Here and there at one of the long tables that fanned out on either side of him, a draftsman looked up and watched him as he walked toward the outer door. Guy nodded a greeting to a smiling foreman. He detected the smallest glow of self-esteem. Or maybe it was nothing but his new suit, he thought, only the third suit in his life he had ever had made for him. Anne had chosen the gray-blue glen plaid material. Anne had chosen the tomato-colored woolen tie this morning to go with it, an old tie but one that he liked. He tightened its knot in the mirror between the elevators. There was a wild gray hair sticking up from one black, heavy eyebrow. The brows went up a little in surprise. He smoothed the hair down. It was the first gray hair he had ever noticed on himself.

A draftsman opened the office door. “Mr. Haines? Lucky I caught you. There’s a telephone call.”

Guy went back, hoping it wouldn’t be long, because he was to meet Anne for lunch in ten minutes. He took the call in an empty office off the drafting room.
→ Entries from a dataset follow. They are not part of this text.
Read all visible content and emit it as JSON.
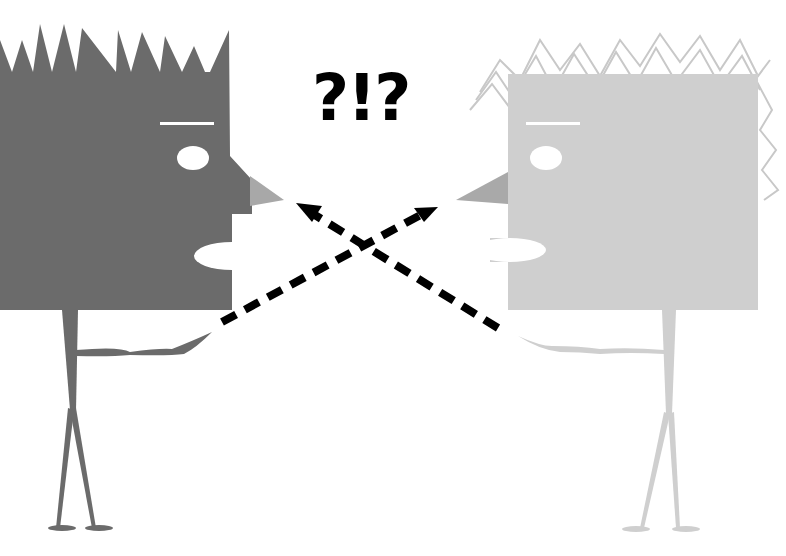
{
  "illustration": {
    "title": "Two square-headed figures pointing at each other",
    "exclamation_text": "?!?",
    "colors": {
      "background": "#ffffff",
      "left_figure": "#6b6b6b",
      "left_nose": "#a8a8a8",
      "right_figure": "#cfcfcf",
      "right_nose": "#a9a9a9",
      "eye": "#ffffff",
      "arrow": "#000000"
    },
    "left_figure": {
      "label": "left-figure",
      "hair": "spiky",
      "pointing": "right"
    },
    "right_figure": {
      "label": "right-figure",
      "hair": "scribbled",
      "pointing": "left"
    },
    "arrows": [
      {
        "from": "left-hand",
        "to": "right-nose",
        "style": "dashed"
      },
      {
        "from": "right-hand",
        "to": "left-nose",
        "style": "dashed"
      }
    ]
  }
}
“Hello, Guy? Listen, Gerard found that Plato book… . Yeah, in Santa Fe. Now, listen, it doesn’t change anything….”

Five minutes had passed before Guy was back at the elevators. He had always known the Plato might be found. Not a chance, Bruno had said. Bruno could be wrong. Bruno could be caught, therefore. Guy scowled as if it were incredible, the idea Bruno could be caught. And somehow it had been incredible, until now.

Momentarily, as he came out into the sunlight, he was conscious again of the new suit, and he clenched his fist in frustrated anger with himself. “I found the book on the train, see?” Bruno had said. “If I called you in Metcalf, it was on account of the book.